Instagram, behind a pause
the app you keep reaching for
A finished workout, or your steps
read from Apple Health, screen off
It opens on its own
nothing to log, you do not even open Tonic

Finish a session in Strava, Nike Run Club, Peloton, Hevy, Strong, or the Apple Watch workout app, and the apps you chose open back up. Hit your step goal on a walk and the same thing happens. You do not log a thing, and you do not even have to open Tonic to claim it, though the moment is iOS's to choose, usually a minute or two after your watch and phone finish syncing, sometimes a little longer. The locker-room workout, the one a screen will never see, is the one that finally counts.

Reads the workout from whatever you train with

Strava Nike Run Club Peloton Hevy Strong Fitbod

Tonic reads workouts and steps from Apple Health, so it works with these and most others. Turn on Health sharing in your fitness app, let Tonic read it, and you are set. Your iPhone already counts your steps on its own, so a walk works with no watch at all.

Steps, for the days that are not a session

Not every day has a workout in it, and the deal should not pretend otherwise. Some days the movement is a long walk, a couple of trips up and down the stairs, the dog out twice, an errand on foot instead of in the car. That counts too. You can set the unlock to a step goal for the day, and every one of those small, ordinary movements adds toward it without you thinking about it. The phone in your pocket is already keeping the tally. Tonic is the part that lets the tally do something useful, so the apps open after the dog walk, not after another reel.

Rest days, sore days, and the honest catch

Two fair worries. Will it lean on you the day after a heavy session, or when you are genuinely beat? You set how firm it is, from a soft pause you can move through on a recovery day to one that holds until you have moved. And if you genuinely need the app right now, mid-errand or mid-anything, you change the rule, pause it, or switch it off the moment you decide. You hold the controls the whole time. Tonic is something you set for yourself, not a lock someone else holds over you. It is not a parental control.

The honest catch worth naming: the unlock is only as quick as Apple Health is. A workout logged on the watch has to sync across to the phone before Tonic can read it, and that handoff is iOS's to time, not ours. Most of the time it is quick. Now and then, especially right after a session, it takes a few extra minutes. Worth knowing so it does not feel broken when the apps stay shut for a moment after you have clearly earned them.

You also choose the shape of the trade. Make a finished workout a single key that opens everything for the day, so one morning lift clears the rest of it. Or let the time you move set aside screen time you can spend later, so a long Saturday run buys you the afternoon in small pours. Either way the counting runs quietly in the background and you never touch the math.

The workout you were already going to do is the one that earns the screen back.

When the movement pays you back twice

Here is what changes, and it is modest and true. You stop staging little workouts for your phone and go back to training the way you already train, with the screen off and out of your hands. The session counts on its own. The dog walk counts on its own. The reach for the feed meets a pause that grows a little firmer each time you lean on it, just enough to break the autopilot, never a lecture. And the apps you wanted are still there, waiting on the far side of the thing you actually meant to do. Some weeks you will move more than others. But the movement you do finally pays you back twice: once for your body, and once for the phone you were trying to put down anyway.

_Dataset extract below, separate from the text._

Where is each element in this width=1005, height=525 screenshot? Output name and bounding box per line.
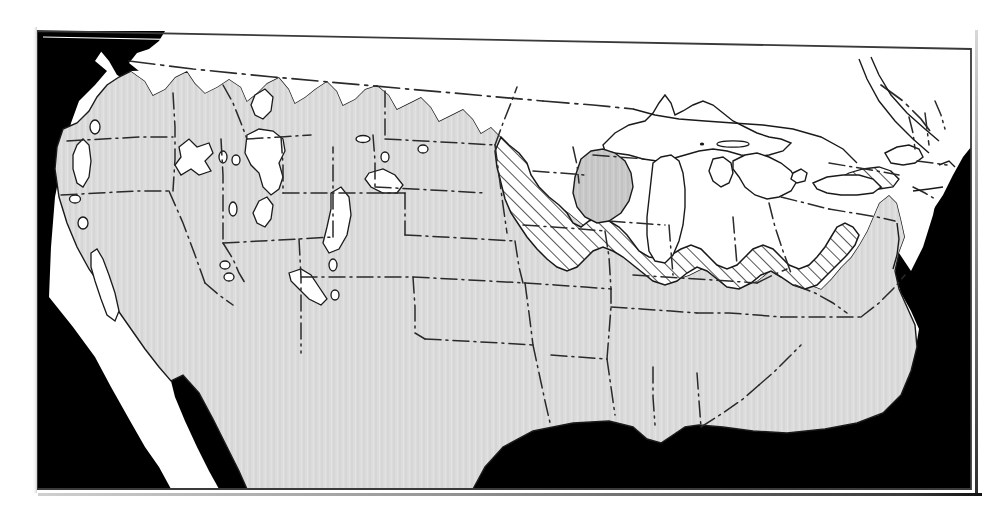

More ways to use Tonic: You keep meaning to meditate. Your phone keeps winning. · You already know systems beat willpower. None of yours run without it. · see all

Let the workout open the apps

Pick an app to keep behind your movement, choose a finished workout or a step goal, and set how firm the pause is. About a minute to set up.

Set up your first workout

Free to start. You set every rule, and you can change any of it whenever you like. iPhone, iOS 17.4 or later.